You must have turned the wrong way, though, because you’re walking along right next to the frozen river. You look up, and then around, and finally you find the bridge, way the hell behind you.
As you turn, your foot slides onto the ice. Which isn’t as thick as it looked. You yank it out quick, though, and it doesn’t feel wet. Of course, both of your feet were already kind of numb.
If you think you can still make it to the bridge, go to section 476.
If the idea of just lying down right here and sleeping in until noon is too tempting to pass up, go to section 491.
You wake to noise and light. Your chest hurts. You squint against the glare and lift your head just enough to see that some asshole has stolen both your goddamn coats and all your shirts and left you lying here, covered in just a sheet like a corpse. You try to grab the railings and sit up, but your wrists are tangled in some straps and your arms don’t move.
“Hey!” you yell. “Hey! Hey!”
Somebody grabs your shoulder. Red hospital scrubs. Nurse, you think.

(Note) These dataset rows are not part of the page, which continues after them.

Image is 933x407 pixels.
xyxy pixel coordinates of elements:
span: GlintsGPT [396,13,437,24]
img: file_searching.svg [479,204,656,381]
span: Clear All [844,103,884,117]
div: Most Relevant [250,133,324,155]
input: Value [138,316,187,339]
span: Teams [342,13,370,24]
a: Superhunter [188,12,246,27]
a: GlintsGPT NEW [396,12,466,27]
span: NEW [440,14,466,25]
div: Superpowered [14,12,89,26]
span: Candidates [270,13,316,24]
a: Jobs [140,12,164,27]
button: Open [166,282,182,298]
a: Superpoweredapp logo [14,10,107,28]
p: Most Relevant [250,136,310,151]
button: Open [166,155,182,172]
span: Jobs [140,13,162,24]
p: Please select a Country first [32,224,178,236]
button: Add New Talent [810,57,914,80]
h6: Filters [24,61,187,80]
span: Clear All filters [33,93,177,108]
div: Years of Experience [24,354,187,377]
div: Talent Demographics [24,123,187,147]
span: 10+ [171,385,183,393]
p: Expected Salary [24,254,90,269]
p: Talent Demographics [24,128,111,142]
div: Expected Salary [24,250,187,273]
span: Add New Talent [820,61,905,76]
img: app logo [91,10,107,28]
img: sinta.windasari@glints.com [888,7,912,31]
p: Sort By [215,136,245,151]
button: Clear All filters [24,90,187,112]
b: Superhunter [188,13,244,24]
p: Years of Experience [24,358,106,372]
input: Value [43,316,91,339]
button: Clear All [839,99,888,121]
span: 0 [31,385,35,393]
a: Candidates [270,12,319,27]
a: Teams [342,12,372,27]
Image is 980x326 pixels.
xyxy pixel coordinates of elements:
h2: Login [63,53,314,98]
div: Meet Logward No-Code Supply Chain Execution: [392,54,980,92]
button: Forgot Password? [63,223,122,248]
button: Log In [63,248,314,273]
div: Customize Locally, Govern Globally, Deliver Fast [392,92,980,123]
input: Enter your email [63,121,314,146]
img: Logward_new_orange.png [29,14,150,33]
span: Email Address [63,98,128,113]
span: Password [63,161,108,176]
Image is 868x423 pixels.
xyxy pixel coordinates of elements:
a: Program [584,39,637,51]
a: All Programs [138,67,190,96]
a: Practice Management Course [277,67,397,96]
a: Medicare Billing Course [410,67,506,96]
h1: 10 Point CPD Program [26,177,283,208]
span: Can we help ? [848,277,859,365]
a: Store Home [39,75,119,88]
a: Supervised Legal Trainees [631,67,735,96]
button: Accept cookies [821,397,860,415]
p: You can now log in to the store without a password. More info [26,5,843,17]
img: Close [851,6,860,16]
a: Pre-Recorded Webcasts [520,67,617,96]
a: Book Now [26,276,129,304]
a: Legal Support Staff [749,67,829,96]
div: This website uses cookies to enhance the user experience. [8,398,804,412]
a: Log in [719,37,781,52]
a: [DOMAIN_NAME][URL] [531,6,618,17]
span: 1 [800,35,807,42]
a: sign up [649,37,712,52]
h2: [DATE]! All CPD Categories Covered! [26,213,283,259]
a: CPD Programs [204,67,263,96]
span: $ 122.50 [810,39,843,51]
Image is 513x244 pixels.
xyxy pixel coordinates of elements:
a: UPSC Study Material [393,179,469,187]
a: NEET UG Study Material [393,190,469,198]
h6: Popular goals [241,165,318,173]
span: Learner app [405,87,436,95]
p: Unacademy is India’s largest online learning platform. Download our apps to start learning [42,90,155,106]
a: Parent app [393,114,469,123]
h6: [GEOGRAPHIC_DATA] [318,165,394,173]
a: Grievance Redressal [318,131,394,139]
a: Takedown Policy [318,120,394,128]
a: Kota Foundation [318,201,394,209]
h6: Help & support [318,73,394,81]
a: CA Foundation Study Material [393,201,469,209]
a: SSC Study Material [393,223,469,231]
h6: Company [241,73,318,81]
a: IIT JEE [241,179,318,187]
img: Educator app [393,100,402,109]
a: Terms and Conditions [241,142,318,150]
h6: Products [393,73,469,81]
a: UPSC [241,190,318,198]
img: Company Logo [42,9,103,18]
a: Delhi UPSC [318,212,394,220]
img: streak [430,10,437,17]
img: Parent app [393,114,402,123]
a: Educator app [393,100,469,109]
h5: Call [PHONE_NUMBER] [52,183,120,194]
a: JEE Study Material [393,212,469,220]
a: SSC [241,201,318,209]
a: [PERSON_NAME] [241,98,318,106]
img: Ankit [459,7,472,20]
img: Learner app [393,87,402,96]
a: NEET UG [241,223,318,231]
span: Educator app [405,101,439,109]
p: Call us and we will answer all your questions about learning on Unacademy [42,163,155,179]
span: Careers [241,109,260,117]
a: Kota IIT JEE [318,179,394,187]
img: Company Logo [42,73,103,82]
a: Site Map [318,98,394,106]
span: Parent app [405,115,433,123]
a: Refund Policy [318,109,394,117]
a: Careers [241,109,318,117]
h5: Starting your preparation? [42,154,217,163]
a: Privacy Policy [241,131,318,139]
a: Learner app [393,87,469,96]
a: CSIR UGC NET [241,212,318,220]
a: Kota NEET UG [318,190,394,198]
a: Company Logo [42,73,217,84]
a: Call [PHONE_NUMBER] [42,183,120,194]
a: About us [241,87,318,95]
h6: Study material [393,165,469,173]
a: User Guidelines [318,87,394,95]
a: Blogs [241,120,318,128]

Both of your shoulders get shoved down against the mattress. Your nurse says, “Take it easy.”
“My case,” you demand. “Where’s my case?”
You twist around to see her freckles, but she’s up behind your head too far.
“We’ve got your case, don’t worry.”
Of course you’re not worried. “The Coast Guard,” you explain to her.
“Sure,” she says. “Take it easy.”
Damn, she’s not even listening to you! “The Coast Guard!” you repeat. “They’re supposed to bring my case!”
If you keep trying to get through to her, until a warmth slides up inside your arm and then you feel sleepy, go to section 501.
If you shut up for a minute and look around and realize that you’re not where you thought you were, and then you quietly ask the nurse if maybe you can stay here a few days and get some help, go to section 525.